WHEN Hillary Clinton joked about passing out homemade cookies at the Democratic convention this week, the gesture probably served as a lighthearted atonement for her earlier dismissive comments about women who "stay home and bake cookies." But it also appeared to be part of a calculated political strategy to soften an image some voters have found threatening. Goodbye bright, aggressive career woman. Hello pastel suits, shorter hair - and cookies.

A strange contradiction exists in this year's campaigns. If analysts are right, this could be the Year of the Woman in politics. More female candidates are running for national office, and more are expected to win. Opinion polls show that women are being viewed as "agents of change."

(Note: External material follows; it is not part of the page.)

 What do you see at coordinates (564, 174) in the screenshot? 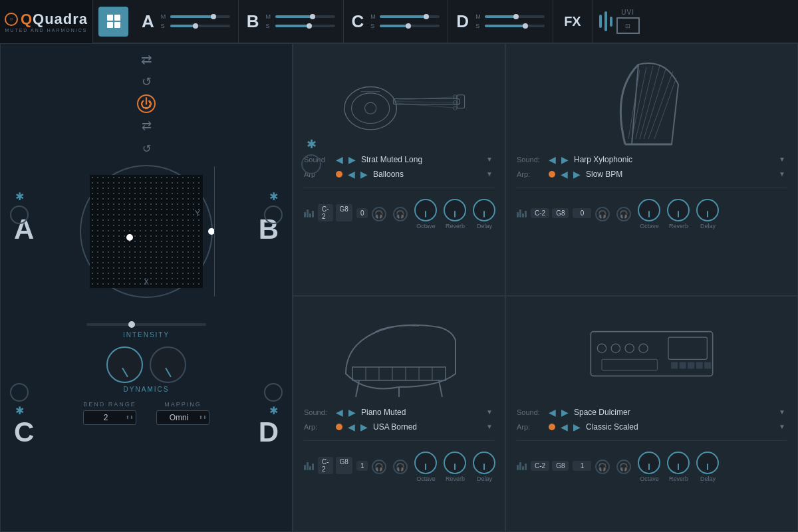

But this is also the Year of the Wife - the political wife - with controversy swirling around the appropriate role for a first lady. Americans appear to be applauding the intelligence, ambition, and assertiveness of women who are seeking congressional seats. They are amused by such eccentricities as the admission by Texas Gov. Ann Richards that she would like to ride a motorcycle. But when it comes to first ladies, voters apparently still want a traditional, supportive wife. No career women or "agents of

change" need apply.

Which leaves Mrs. Clinton, a Yale graduate, lawyer, and long-time activist, in an awkward position. As one way of turning what is being called "the Hillary factor" into an asset for her husband's campaign, she is promoting her favorite cookie recipe. She has also admitted publicly that she wants to win a recipe contest conducted by Family Circle magazine that would pit Barbara Bush's culinary skills against her own in a "bake-off."

This softer, gentler ploy harks back to an earlier time, when smart women were routinely advised to downplay their intelligence. But the pretense, however comforting it might be to voters, serves no one well. It diminishes the gains women have made in recent decades, both in the workplace and at home.

Presidential campaigns are not won in the kitchen. Popularity contests among candidates wives' shouldn't have to be conducted there either, pitting recipes against resumes. True equality for women will be closer at hand when future first ladies are able to reflect the diversity of women's lives in the '90s by wearing their careers - and their intelligence - on their designer sleeves without having to minimize or apologize for their abilities.